The chitosan coatings with osteoblasts after applying the reagents, carboxyfluorescein succinimidyl ester (CFSE; the green images or “a”) and 4′,6-Ddiamidino-2-phenylindole (DAPI; the blue images or “b”): (a) DD 87% sigma, (b) DD 87%, (c) DD 94%, and (d) oxidized titanium. Magnification 25×.
Figure 12.
The images of surfaces: (a) surface of gas-oxidized titanium, and (b) surface of gas-oxidized titanium with a cell detected with CFSE reagent. Magnification 500×.
Figure 13.
Osteoblasts on titanium surface coated with chitosan of shrimp origin: (a) DD 87%, and (b) DD 94%. Magnification 2000× (scale bar 10 µm).
The degree of coverage of the titanium surface with chitosan coating was verified by a test based on the coloration of chitosan with Alizarin Red. The whole surface, except for the area on which the pincers were placed, was a red-brown color, proving the presence of a continuous coating of chitosan (Figure 14).
Figure 14.
Chitosan coatings after colorization with Alizarin Red: (a) DD 87% sigma, (b) DD 87%, and (c) DD 94%. Magnification: 6 or 8× (b).

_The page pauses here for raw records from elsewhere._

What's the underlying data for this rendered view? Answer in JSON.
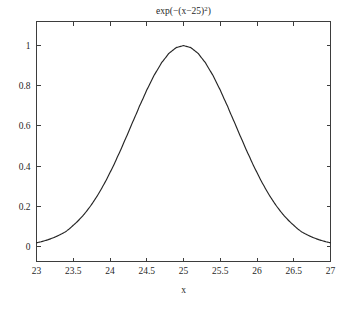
{
  "figure": {
    "background_color": "#ffffff",
    "axis_color": "#3d3d3d",
    "curve_color": "#262626",
    "text_color": "#1f1f1f"
  },
  "title": {
    "full": "exp(-(x-25)^2)",
    "prefix": "exp(−(x−25)",
    "exponent": "2",
    "suffix": ")"
  },
  "axes": {
    "x_label": "x",
    "y_label": "",
    "x_ticks": [
      "23",
      "23.5",
      "24",
      "24.5",
      "25",
      "25.5",
      "26",
      "26.5",
      "27"
    ],
    "y_ticks": [
      "0",
      "0.2",
      "0.4",
      "0.6",
      "0.8",
      "1"
    ]
  },
  "chart_data": {
    "type": "line",
    "xlabel": "x",
    "ylabel": "",
    "xlim": [
      23,
      27
    ],
    "ylim": [
      -0.075,
      1.12
    ],
    "grid": false,
    "legend": false,
    "x_ticks": [
      23,
      23.5,
      24,
      24.5,
      25,
      25.5,
      26,
      26.5,
      27
    ],
    "y_ticks": [
      0,
      0.2,
      0.4,
      0.6,
      0.8,
      1
    ],
    "series": [
      {
        "name": "exp(-(x-25)^2)",
        "color": "#262626",
        "x": [
          23,
          23.1,
          23.2,
          23.3,
          23.4,
          23.5,
          23.6,
          23.7,
          23.8,
          23.9,
          24,
          24.1,
          24.2,
          24.3,
          24.4,
          24.5,
          24.6,
          24.7,
          24.8,
          24.9,
          25,
          25.1,
          25.2,
          25.3,
          25.4,
          25.5,
          25.6,
          25.7,
          25.8,
          25.9,
          26,
          26.1,
          26.2,
          26.3,
          26.4,
          26.5,
          26.6,
          26.7,
          26.8,
          26.9,
          27
        ],
        "y": [
          0.0183,
          0.0273,
          0.0392,
          0.0549,
          0.0747,
          0.1054,
          0.1409,
          0.1845,
          0.2369,
          0.2982,
          0.3679,
          0.4449,
          0.5273,
          0.6126,
          0.6977,
          0.7788,
          0.8521,
          0.9139,
          0.9608,
          0.99,
          1.0,
          0.99,
          0.9608,
          0.9139,
          0.8521,
          0.7788,
          0.6977,
          0.6126,
          0.5273,
          0.4449,
          0.3679,
          0.2982,
          0.2369,
          0.1845,
          0.1409,
          0.1054,
          0.0747,
          0.0549,
          0.0392,
          0.0273,
          0.0183
        ]
      }
    ]
  }
}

A seven-day period of cell culture may be insufficient to reliably determine the effects of DD value and chitosan origin on the formation of bone tissue. In spite of that, such a test time permits us to prove the biocompatibility and make a reasonable prognosis for bone tissue growth. The obtained results lead to a fair assumption that the DD value within the tested limits has no noticeable effect on the degree of implant osseointegration. In contrast, the chitosan’s origin, which determines the spatial structure, molecular mass, and distribution of surface charge, may affect the osseointegration process significantly.
4. Conclusions
Chitosan coatings on a titanium substrate possess the biological properties under in vitro conditions substantially dependent on the chitosan’s origin.
A deacetylation degree in the range of 87–94% and chitosan sources did not affect the surface roughness more significantly, which remained in a nanometric range.

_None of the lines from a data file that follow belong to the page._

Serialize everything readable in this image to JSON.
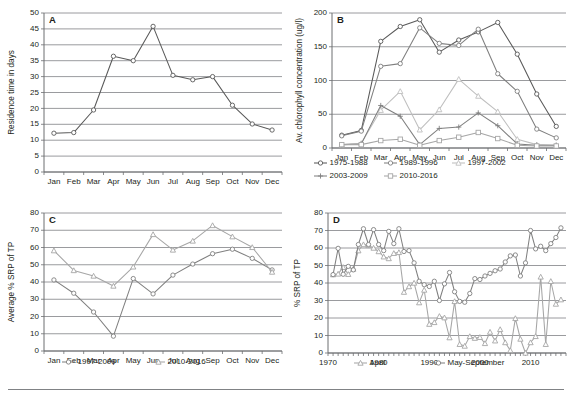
{
  "figure": {
    "name": "four-panel-limnology-figure",
    "panels": [
      "A",
      "B",
      "C",
      "D"
    ],
    "colors": {
      "line_dark": "#595959",
      "line_mid": "#7f7f7f",
      "line_light": "#a6a6a6",
      "line_lighter": "#bfbfbf",
      "grid": "#808285",
      "axis": "#6d6e71",
      "text": "#231f20"
    }
  },
  "panelA": {
    "letter": "A",
    "ylabel": "Residence time in days",
    "xlabel": "",
    "chart_data": {
      "type": "line",
      "title": "",
      "xlabel": "",
      "ylabel": "Residence time in days",
      "ylim": [
        0,
        50
      ],
      "yticks": [
        0,
        5,
        10,
        15,
        20,
        25,
        30,
        35,
        40,
        45,
        50
      ],
      "grid": true,
      "legend": "none",
      "categories": [
        "Jan",
        "Feb",
        "Mar",
        "Apr",
        "May",
        "Jun",
        "Jul",
        "Aug",
        "Sep",
        "Oct",
        "Nov",
        "Dec"
      ],
      "series": [
        {
          "name": "Residence time",
          "marker": "circle",
          "color": "#595959",
          "values": [
            12.2,
            12.4,
            19.5,
            36.4,
            35.0,
            45.8,
            30.4,
            29.0,
            30.0,
            21.0,
            15.1,
            13.2
          ]
        }
      ]
    }
  },
  "panelB": {
    "letter": "B",
    "ylabel": "Av. chlorophyll concentration (ug/l)",
    "chart_data": {
      "type": "line",
      "title": "",
      "xlabel": "",
      "ylabel": "Av. chlorophyll concentration (ug/l)",
      "ylim": [
        0,
        200
      ],
      "yticks": [
        0,
        50,
        100,
        150,
        200
      ],
      "grid": true,
      "legend": "bottom",
      "categories": [
        "Jan",
        "Feb",
        "Mar",
        "Apr",
        "May",
        "Jun",
        "Jul",
        "Aug",
        "Sep",
        "Oct",
        "Nov",
        "Dec"
      ],
      "series": [
        {
          "name": "1975-1988",
          "marker": "circle",
          "color": "#595959",
          "values": [
            19,
            26,
            158,
            180,
            190,
            142,
            160,
            172,
            186,
            139,
            80,
            32
          ]
        },
        {
          "name": "1989-1996",
          "marker": "circle",
          "color": "#7f7f7f",
          "values": [
            18,
            25,
            121,
            125,
            178,
            155,
            152,
            176,
            110,
            84,
            28,
            15
          ]
        },
        {
          "name": "1997-2002",
          "marker": "triangle",
          "color": "#bfbfbf",
          "values": [
            5,
            7,
            56,
            84,
            27,
            57,
            102,
            77,
            54,
            13,
            5,
            4
          ]
        },
        {
          "name": "2003-2009",
          "marker": "cross",
          "color": "#808080",
          "values": [
            5,
            6,
            63,
            47,
            5,
            29,
            31,
            52,
            33,
            6,
            4,
            4
          ]
        },
        {
          "name": "2010-2016",
          "marker": "square",
          "color": "#a6a6a6",
          "values": [
            5,
            5,
            11,
            13,
            4,
            11,
            16,
            23,
            14,
            4,
            3,
            3
          ]
        }
      ]
    }
  },
  "panelC": {
    "letter": "C",
    "ylabel": "Average  % SRP of TP",
    "chart_data": {
      "type": "line",
      "title": "",
      "xlabel": "",
      "ylabel": "Average  % SRP of TP",
      "ylim": [
        0,
        80
      ],
      "yticks": [
        0,
        10,
        20,
        30,
        40,
        50,
        60,
        70,
        80
      ],
      "grid": true,
      "legend": "bottom",
      "categories": [
        "Jan",
        "Feb",
        "Mar",
        "Apr",
        "May",
        "Jun",
        "Jul",
        "Aug",
        "Sep",
        "Oct",
        "Nov",
        "Dec"
      ],
      "series": [
        {
          "name": "1997-2009",
          "marker": "circle",
          "color": "#808080",
          "values": [
            41.2,
            33.5,
            22.6,
            8.6,
            42.0,
            33.1,
            44.0,
            50.4,
            56.4,
            59.0,
            53.7,
            47.0
          ]
        },
        {
          "name": "2010-2016",
          "marker": "triangle",
          "color": "#a6a6a6",
          "values": [
            58.2,
            46.7,
            43.5,
            37.7,
            48.8,
            67.6,
            58.6,
            63.8,
            72.8,
            66.3,
            60.1,
            45.8
          ]
        }
      ]
    }
  },
  "panelD": {
    "letter": "D",
    "ylabel": "% SRP of TP",
    "chart_data": {
      "type": "line",
      "title": "",
      "xlabel": "",
      "ylabel": "% SRP of TP",
      "ylim": [
        0,
        80
      ],
      "yticks": [
        0,
        10,
        20,
        30,
        40,
        50,
        60,
        70,
        80
      ],
      "xlim": [
        1970,
        2017
      ],
      "xticks": [
        1970,
        1980,
        1990,
        2000,
        2010
      ],
      "grid": true,
      "legend": "bottom",
      "x": [
        1971,
        1972,
        1973,
        1974,
        1975,
        1976,
        1977,
        1978,
        1979,
        1980,
        1981,
        1982,
        1983,
        1984,
        1985,
        1986,
        1987,
        1988,
        1989,
        1990,
        1991,
        1992,
        1993,
        1994,
        1995,
        1996,
        1997,
        1998,
        1999,
        2000,
        2001,
        2002,
        2003,
        2004,
        2005,
        2006,
        2007,
        2008,
        2009,
        2010,
        2011,
        2012,
        2013,
        2014,
        2015,
        2016
      ],
      "series": [
        {
          "name": "April",
          "marker": "triangle",
          "color": "#a6a6a6",
          "values": [
            44.8,
            45.2,
            49.0,
            45.0,
            48.0,
            58.5,
            62.0,
            61.5,
            60.0,
            58.0,
            55.0,
            54.0,
            57.0,
            57.5,
            34.8,
            38.0,
            40.0,
            28.8,
            36.0,
            16.5,
            17.5,
            21.0,
            20.2,
            8.8,
            29.5,
            5.0,
            4.0,
            9.5,
            8.5,
            9.0,
            5.5,
            12.0,
            7.0,
            13.5,
            6.0,
            1.5,
            19.8,
            8.0,
            0.0,
            6.0,
            9.5,
            43.5,
            5.0,
            41.0,
            28.0,
            30.5
          ]
        },
        {
          "name": "May-September",
          "marker": "circle",
          "color": "#808080",
          "values": [
            44.8,
            59.8,
            45.0,
            49.5,
            47.5,
            62.0,
            71.0,
            62.0,
            70.5,
            62.0,
            58.5,
            69.5,
            62.5,
            71.0,
            58.0,
            58.5,
            51.5,
            41.0,
            39.0,
            38.0,
            41.0,
            30.0,
            39.5,
            46.0,
            35.0,
            29.5,
            29.0,
            34.0,
            42.5,
            42.0,
            44.0,
            45.5,
            47.0,
            48.0,
            52.0,
            55.5,
            56.0,
            44.0,
            51.5,
            70.0,
            59.5,
            61.0,
            58.5,
            62.5,
            66.0,
            71.5
          ]
        }
      ]
    }
  }
}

Chitosan derived from shrimps had a higher biocompatibility and a greater biological response for the MC3T3-E1 cells under in vitro conditions than the chitosan from crabs. The reason may be its lower molecular mass, different spatial structure, different surface charge, distribution, and order of radicals.
A deacetylation degree in the range of 87–94% did not affect the biological properties of chitosan coatings.
Author Contributions
Conceptualization, methodology, software, validation, formal analysis, investigation, resources, data curation, writing, project administration, and funding acquisition, M.S.-M.; writing—review and editing and supervision, A.Z. All authors have read and agreed to the published version of the manuscript.
Funding
This research was funded by the Polish National Research Center. PRELUDIUM grant number: 2012/05/N/ST8/02909.
Acknowledgments
The assistance of several colleagues from Reykjavik University, the Innovation Center Iceland, Blood Bank, and Genis, Iceland, is gratefully acknowledged. We express our gratitude to the CSM Poland for the opportunity to perform the nanotests. The chitosan powders were delivered by the Blood Bank, Landspitali University Hospital (Reykjavik, Iceland).
Conflicts of Interest
The authors declare no conflicts of interest.